As regular CFZ-watchers will know, for some time Corinna has been doing a column for Animals & Men and a regular segment on On The Track... particularly about out-of-place birds and rare vagrants. There seem to be more and more bird stories from all over the world hitting the news these days so, to make room for them all - and to give them all equal and worthy coverage - she has set up this new blog to cover all things feathery and Fortean.

Thursday, 28 December 2017

Pūkaha wildlife sanctuary quadruples amount of self-setting traps


Illya McLellan/STUFF

Pūkaha Mt Bruce Wildlife Centre has received 500 new self-setting traps thanks to funding from Pub Charity and a partnership with trap manufacturer Goodnature. Staff are excited at the possibilities, with traps installed previously having already made a marked difference.

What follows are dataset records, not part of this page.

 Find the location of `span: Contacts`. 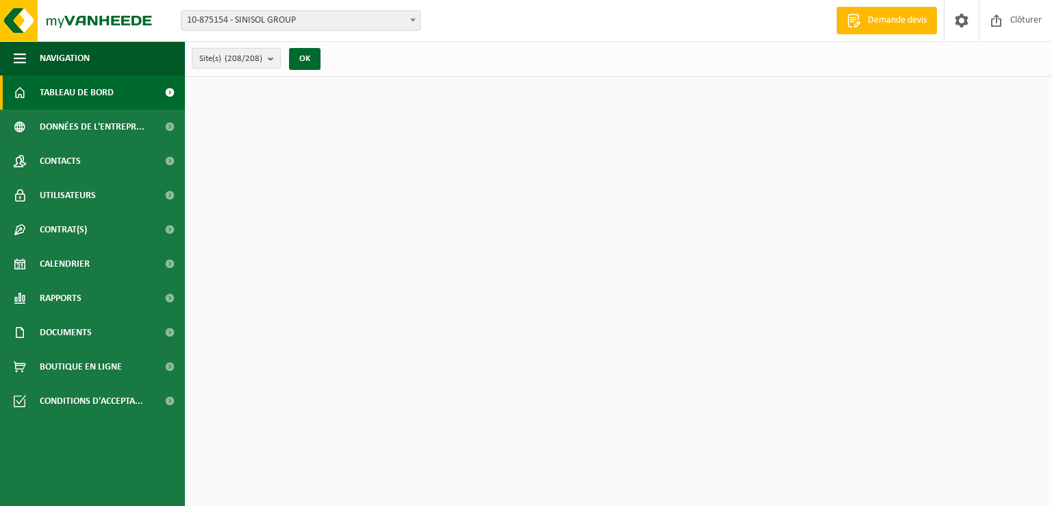

span: Contacts is located at coordinates (60, 161).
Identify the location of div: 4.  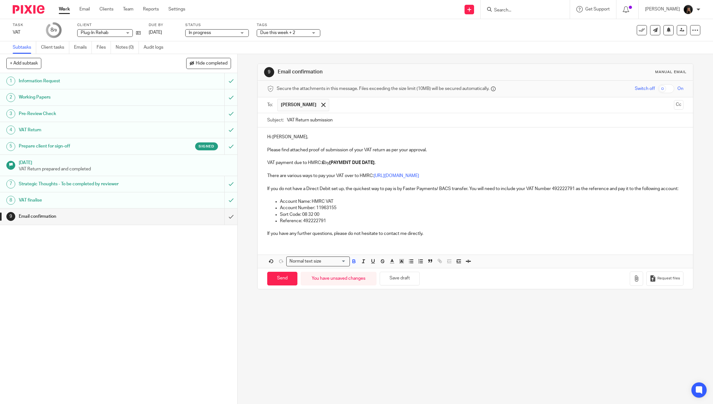
(11, 130).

Cutting edge trap technology is boosting birdsong and helping efforts to restore the New Zealand bush to its former glory.

Conservationists hope to restore fauna to levels which prompted botanist Joseph Banks to write in 1769 that the New Zealand bush had "certainly the most melodious wild musick I have ever heard". This technology could well bring the dream closer.

Pūkaha Mt Bruce National Wildlife Centre conservation manager Todd Jenkinson said the addition of 500 A-24 Goodnature self-setting predator traps at the centre, north of Masterton, would go a long way to increasing the birdsong at the centre and surrounding areas.   

The centre already had 160 A-24 traps throughout the 942-hectare reserve and 2000 hectare buffer zone and he had noticed the difference they had provided in the number of birds that could be seen and heard.

"There has been a noticeable increase in rifleman, whitehead, grey warbler, shining cuckoo and long tailed cuckoo since we have had the A-24 traps on the reserve.